The Australian Government believes that it needs a golden key to backdoor encryption within Australia via legislation. The Brits and the Yanks have both already had a nudge at this and both have conceded that requiring a backdoor to encryption is not viable but this will not stop the Australian Liberal Party from trying.
Digital rights experts have described the proposal as "ludicrous" as Cyber security minister Angus Taylor stating that the legislation would be presented for public comment within the next quarter. While the Australian Government has not detailed how it expects to gain access to encrypted data, companies may be penalized if they don't kowtow to the new laws. There is nothing to be discussed here that hasn't been said before other than the Australian Government sincerely believes it can force companies to divulge encrypted data to authorities on demand.

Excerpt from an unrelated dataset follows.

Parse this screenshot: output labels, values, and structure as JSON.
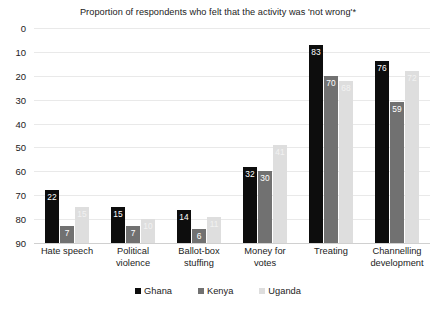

(Score: -1, Troll) by Anonymous Coward on Monday June 18 2018, @04:16PM (2 children)
it's a shame to see an otherwise intelligent person, who can make things, use a slave platform and make slaveware for it. lazy name too. "i" (well that was original) "toolbox" well that's awfully generic. so the name means "mac doucheware does something". what a waste.
(Score: 2) by fyngyrz on Tuesday June 19 2018, @12:36AM (1 child)
a) I'm writing it in a very portable manner (using Qt / c++) and intend to port it, presuming that the task ends up being reasonable, which is the plan, anyway. I've successfully ported large (much larger, in fact) Qt applications before, so the odds are decent.
b) I'm open to suggestions for the name. Image Toolbox was too long. Hence the iToolBox, but yeah, i-this and i-that.
(Score: 0) by Anonymous Coward on Tuesday June 19 2018, @01:19PM
There's already iToolbox for MATLAB.